Monday, August 31, 2009
Visiting Winnipeg, Manitoba, Canada
The Forks is a lovely riverfront area in the heart of downtown Winnipeg. A meeting place for thousands of years, it is the city's most popular gathering place, attracting nearly four million visitors each year.
Canadian Pacific rail car at the Forks in Winnipeg.
As a teenager Neil Young lived in this house on Grosvenor Avenue in Winnipeg. We are staying right down the street on Grosvenor Avenue.
Pedestrian bridge over the Red River in Winnipeg at the Forks.
This bridge is the only one in North America with a restaurant in the middle.
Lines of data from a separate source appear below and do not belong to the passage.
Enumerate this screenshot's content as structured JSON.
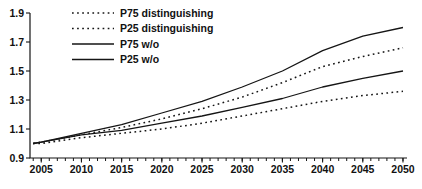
{
  "chart_data": {
    "type": "line",
    "title": "",
    "xlabel": "",
    "ylabel": "",
    "x": [
      2004,
      2005,
      2010,
      2015,
      2020,
      2025,
      2030,
      2035,
      2040,
      2045,
      2050
    ],
    "series": [
      {
        "name": "P75 distinguishing",
        "style": "dotted",
        "values": [
          1.0,
          1.01,
          1.06,
          1.11,
          1.17,
          1.24,
          1.32,
          1.42,
          1.53,
          1.6,
          1.66
        ]
      },
      {
        "name": "P25 distinguishing",
        "style": "dotted",
        "values": [
          1.0,
          1.0,
          1.04,
          1.07,
          1.1,
          1.14,
          1.19,
          1.24,
          1.29,
          1.33,
          1.36
        ]
      },
      {
        "name": "P75 w/o",
        "style": "solid",
        "values": [
          1.0,
          1.01,
          1.07,
          1.13,
          1.21,
          1.29,
          1.39,
          1.5,
          1.64,
          1.74,
          1.8
        ]
      },
      {
        "name": "P25 w/o",
        "style": "solid",
        "values": [
          1.0,
          1.01,
          1.06,
          1.09,
          1.14,
          1.19,
          1.25,
          1.31,
          1.39,
          1.45,
          1.5
        ]
      }
    ],
    "legend_order": [
      "P75 distinguishing",
      "P25 distinguishing",
      "P75 w/o",
      "P25 w/o"
    ],
    "legend_position": "top-left",
    "xlim": [
      2003.6,
      2050.5
    ],
    "ylim": [
      0.9,
      1.9
    ],
    "y_ticks": [
      "0.9",
      "1.1",
      "1.3",
      "1.5",
      "1.7",
      "1.9"
    ],
    "x_major_ticks": [
      2005,
      2010,
      2015,
      2020,
      2025,
      2030,
      2035,
      2040,
      2045,
      2050
    ],
    "x_minor_tick_interval": 1,
    "grid": false,
    "line_color": "#151515",
    "background": "#ffffff"
  }
}
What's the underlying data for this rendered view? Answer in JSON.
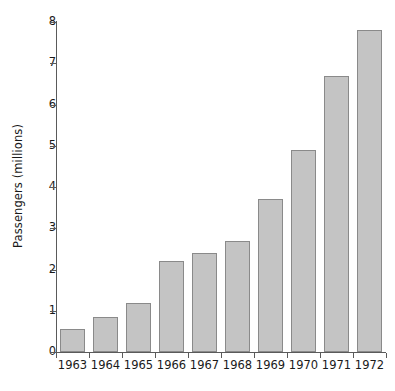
{
  "chart_data": {
    "type": "bar",
    "title": "",
    "xlabel": "",
    "ylabel": "Passengers (millions)",
    "categories": [
      "1963",
      "1964",
      "1965",
      "1966",
      "1967",
      "1968",
      "1969",
      "1970",
      "1971",
      "1972"
    ],
    "values": [
      0.55,
      0.85,
      1.2,
      2.2,
      2.4,
      2.7,
      3.7,
      4.9,
      6.7,
      7.8
    ],
    "ylim": [
      0,
      8
    ],
    "ytick_labels": [
      "0",
      "1",
      "2",
      "3",
      "4",
      "5",
      "6",
      "7",
      "8"
    ],
    "ytick_values": [
      0,
      1,
      2,
      3,
      4,
      5,
      6,
      7,
      8
    ],
    "grid": false,
    "legend": null,
    "series": [
      {
        "name": "Passengers",
        "values": [
          0.55,
          0.85,
          1.2,
          2.2,
          2.4,
          2.7,
          3.7,
          4.9,
          6.7,
          7.8
        ]
      }
    ],
    "colors": {
      "bar_fill": "#c4c4c4",
      "bar_border": "#8a8a8a",
      "axis": "#5a5a5a",
      "text": "#1a1a1a",
      "background": "#ffffff"
    }
  }
}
We stopped for a bite at the Salisbury House restaurant on the bridge. Great views.
Jon and I both admired the Canadian postal boxes on the street.
Jon and friend at the Forks, Winnipeg.
Canadian Flag at the Forks.
Saturday, August 29, 2009
Moose Jaw, Saskatchewan, Canada
Friday, August 28, 2009
Taking a break at 6,900 ft. in Banff National Park, Alberta, Canada
Columbia Icefield Bus, Banff National Park, Alberta, Canada
We drove the Icefields Parkway up to the Columbia Icefield. We took the Brewster Ice bus out onto the glacier and walked around a secure area of the glacier.
The Columbia Icefield is located on the boundary of Banff and Jasper National Parks and is one of the largest accumulations of ice and snow south of the Arctic Circle.
There are eight major glaciers including the Athabasca, Dome, and Stutfield Glaciers, all visible from the Icefields Parkway. The Columbia Icefield feeds streams and rivers that pour into the Arctic, Atlantic, and Pacific oceans. It was an astonishing place.
Jon on the glacier.
Hiking on the glacier.
Front of the Brewster Ice bus.
Morant's Curve on the Bow Valley Parkway, Banff National Park, Alberta, Canada
Morant's Curve on the Bow Valley Parkway, Banff National Park, Alberta, Canada. We had just stopped to take a photograph of this very famous view when a Canadian Pacific railway train started coming around the bend. Jon and I both dashed across the road to get into position to capture the train on the curve. It was an exciting momemt and a lovely scene to photograph.
Icefields Parkway, Banff National Park, Alberta, Canada
We climbed up to Bow Summit (6,956 ft summit) and the water is really that color.
We left Banff early in the morning and drove up 1A towards Lake Louise. We spotted a family of Rocky Mountain Big Horn Sheep on a cliff and I got this photograph with my Nikon 400mm lens.
View of Banff from the road leading up to Mt. Norquay.
Thursday, August 27, 2009
Bow River, Banff National Park, Alberta, Canada
Trail Ride in Banff
We rode horses along the Bow River in Banff. The horses actually crossed the river in two places.
Jon getting acquainted with his horse.
The trail up the "rockpile" provided a great view of the aquamarine colors of Moraine Lake, a glacially fed lake in Banff National Park. Moraine Lake is about 8 miles from Lake Louise and is located in the Valley of the Ten Peaks at an elevation of approximately 6,183 feet.
The water color is due to the refraction of light off the rock flour deposited in the lake on a continual basis. I had never heard of rock flour until this trip.
We canoed Moraine Lake (that's Jon in the bow in the Lewis and Clark hat).
Jon surveying the rapids ahead.
We stopped for lunch at the far end of the lake and had some time to do some macro photography.
Wild mushrooms growing near the far end of Moraine Lake.
We hiked around Moraine Lake near Lake Louise but stuck to the trails which did not require parties of four or more due to grizzly bear activity. Bear bells and pepper spray canisters were de rigueur.
On the other end of the wildlife spectrum, however, was the extremely friendly Moraine Lake chipmunk.
Wednesday, August 26, 2009
Lake Louise and Banff
I got up at 6 am to try to make the sunrise at Lake Louise. It took me a bit longer than I had anticipated to drive from Banff to Lake Louise but I got several good post-sunrise shots.
I took several fish-eye lens shots. The morning light on the water is amazing. The reflected mountains add a lot of interest. I revisited Lake Louise a few days later in the late afternoon and the scene was so entirely different I didn't recognize it. It is well worth getting up early to make take photos of Lake Louise around 6:30 a.m.
Closeup of the Victoria Glacier which feeds Lake Louise. Lake Louise after Princess Louise Caroline Alberta (1848-1939), the fourth daughter of Queen Victoria.